In Japan, they have invested millions of dollars to promote couples having children. In Denmark, there is a popular television campaign called ‘Do It for Denmark’.
Singapore has a ‘National Night’, where one day out of the month couples are encouraged to engage in an activity that could result in a child nine months later. In Sweden, women and men are given over 400 days of paid maternity leave. However, sometimes that can backfire as employers are wary of hiring someone who is newly married.
Pro-natalist policies can be controversial because it's not certain how effective they are. Cultural and social norms, as well as access to education and reproductive health services, play the largest role in fertility rates and how many children are born.
People that had more than one child could be fined and/or demoted. They also would pay people if they got sterilized. The policy worked in that it lowered the natural increase rate.
However, people strongly preferred male children and so many female fetuses were aborted, sometimes even abandoned. Today that has led to millions more men than women in their childbearing years. The policy was relaxed in 2015, but now China is having a problem with too low of a NIR because of the imbalance between men and women.
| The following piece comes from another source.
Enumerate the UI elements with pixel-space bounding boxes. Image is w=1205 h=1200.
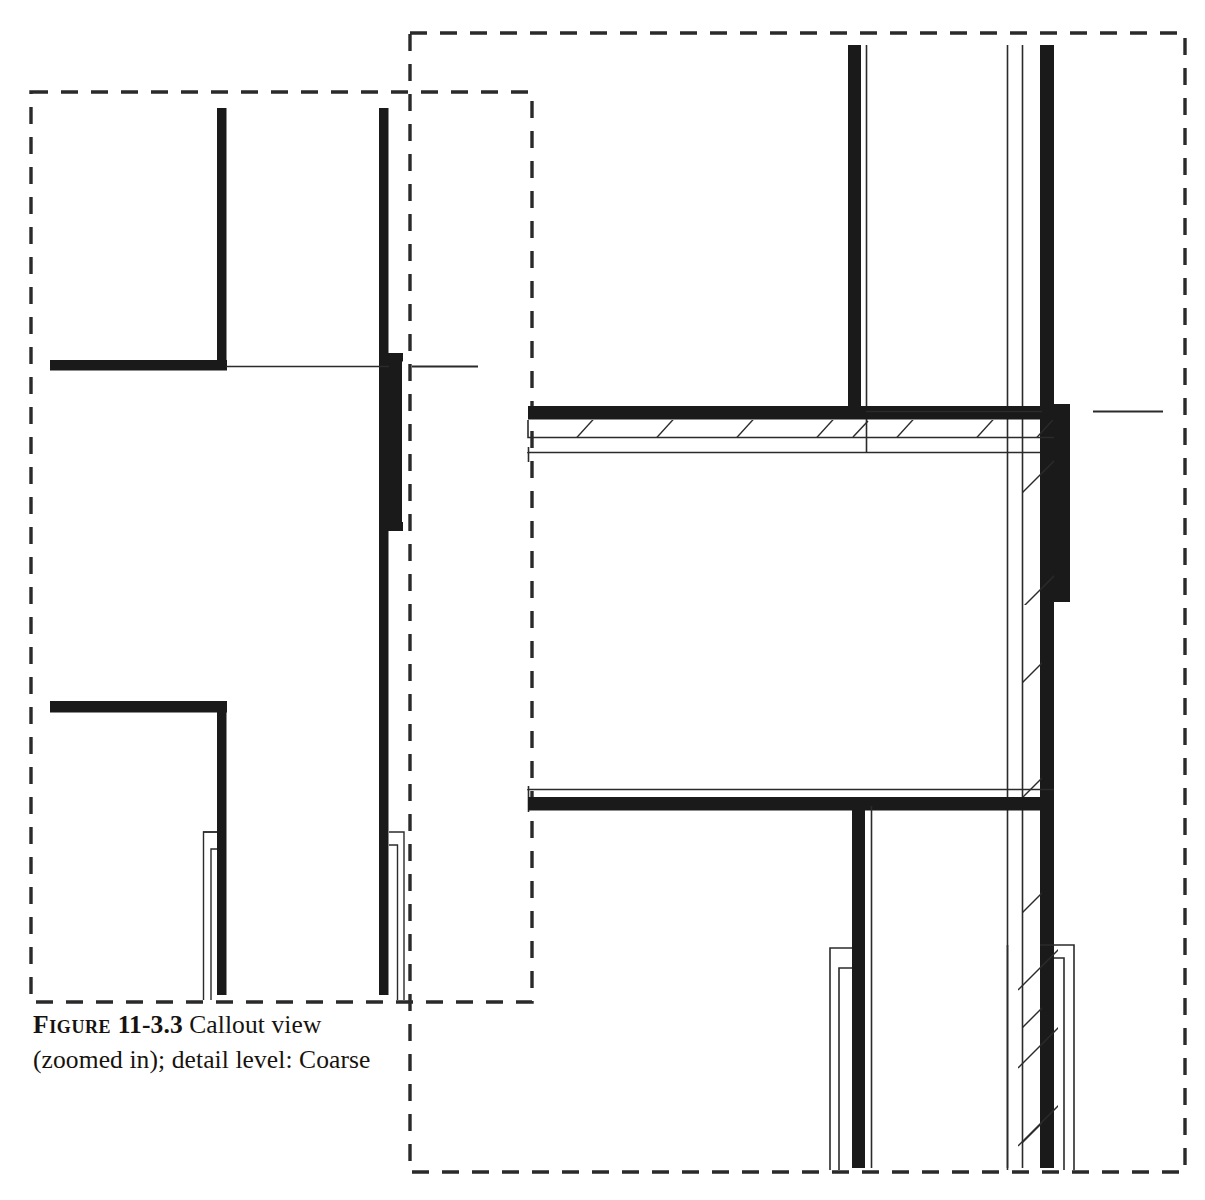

In the 1960s and 1970s, India attempted to lower its NIR by imposing forced sterilizations. However, the policy was met with a huge backlash as people protested vehemently. Because of this, the sterilizations were made voluntary and the plan did not work. Therefore India’s population continues to rise and demographers believe within the next ten years India will surpass China as the world’s most populous nation.
Immigration policies can also affect a country’s NIR. Some countries, like Germany, have taken in many refugees during the latter part of the 20th century and even today.
By international law countries are supposed to take in any refugee, a person forced to leave their country because of persecution. While immigrants are typically leaving their country looking for better opportunities in a new place.